Toshio Kuratomi wrote:
No gotcha here. I don't expect users to handle the issues. Either the users in question want the opportunity to run the latest software in an integrated distro and so choose to run Fedora or they want to have a stable platform on which to deploy their own work and therefore they use CentOS/RHEL/Debian Stable.
No, it's not an either/or scenario.
You're confusing what you want with what is.
No, I was responding to your misconception of what users want as stated above. What you said is not what I want.
What is *is* an either/or scenario as there is no definite path from starting with Fedora to getting to a long term OS.
Agreed, hence this thread of complaints.
What could be is a long term release for certain releases if you and other like minded people do the work to offer security updates and major bugfixes beyond the current EOL.

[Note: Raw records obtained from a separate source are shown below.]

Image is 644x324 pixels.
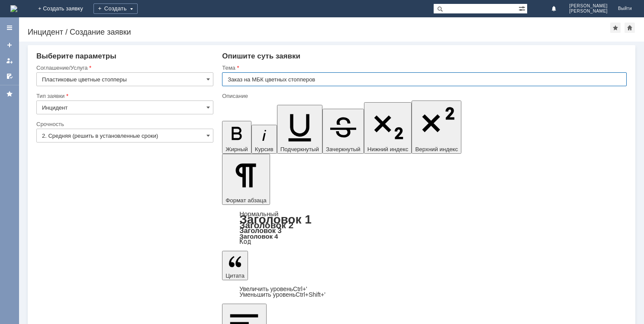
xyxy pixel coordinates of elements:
button: Курсив [251,125,277,154]
span: Подчеркнутый [281,146,320,152]
span: Цитата [225,272,245,279]
img: logo [11,5,17,12]
span: Опишите суть заявки [222,52,300,61]
span: Формат абзаца [225,197,267,203]
div: Формат абзаца [222,211,627,244]
div: Соглашение/Услуга [37,64,212,70]
span: Жирный [225,146,248,152]
span: Верхний индекс [415,146,458,152]
span: Расширенный поиск [519,4,528,12]
span: Нижний индекс [368,146,409,152]
a: Мои согласования [3,69,16,83]
span: Выберите параметры [37,52,116,61]
a: Нормальный [240,210,278,217]
a: Заголовок 3 [240,226,281,234]
a: Decrease [240,290,325,298]
div: Цитата [222,286,627,297]
div: Тип заявки [37,93,212,99]
button: Цитата [222,250,248,280]
span: Курсив [255,146,273,152]
div: Срочность [37,121,212,127]
div: Тема [222,64,626,70]
a: Заголовок 4 [240,233,278,239]
a: Перейти на домашнюю страницу [11,5,17,12]
a: Заголовок 1 [240,212,312,226]
div: Описание [222,93,626,99]
button: Формат абзаца [222,154,270,205]
button: Подчеркнутый [277,105,322,154]
div: Сделать домашней страницей [625,22,635,33]
div: Инцидент / Создание заявки [28,28,610,37]
a: Код [240,237,251,245]
span: Ctrl+' [294,285,307,292]
span: Ctrl+Shift+' [296,290,325,298]
button: Жирный [222,121,251,154]
a: Мои заявки [3,54,16,67]
div: Создать [93,4,138,13]
button: Верхний индекс [412,100,462,154]
button: Нижний индекс [364,102,412,154]
a: Создать заявку [3,38,16,52]
a: Increase [240,285,307,292]
span: [PERSON_NAME] [570,4,608,9]
div: Добавить в избранное [610,22,621,33]
span: Зачеркнутый [326,146,361,152]
span: [PERSON_NAME] [570,9,608,13]
a: Заголовок 2 [240,220,294,230]
button: Зачеркнутый [322,109,364,154]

That doesn't make a lot of sense. Why would you want to commit to long term support of some otherwise orphaned variant when all that is needed is a smooth, planned transition to a version designed for stability with existing long term support?
There's a right tool for any job and a wrong tool. Using your crescent wrench to hammer nails is possible but not very satisfying.
What's the 'right' tool to develop for the next version of Centos?
Why, the initial release of the Fedora version that the next version of CentOS is going to be based on, of course! :-)
Maybe - if the users that reported the bugs that permitted the improvements in stability through the fedora cycles weren't abandoned and left on their own to figure out the departure point and what the differences will be.
And if you want to ask which version of Fedora that is, I'd like to ask you how you knew there was going to be a RHL 6.2 but not a RHL 6.3; a RHL 7.3, but not a RHL 8.1....
The version numbers aren't particularly relevant there (and by 8.x the process was so badly broken that no one would have wanted an 8.1). The point is that from the early versions through 7.3 a user could start from the original release, report bugs while doing his own local development and testing, and end up with both the system and local work stabilizing and being usable in production together. With fedora you get the bugs and can report them, but you never end up with a usable platform in the end.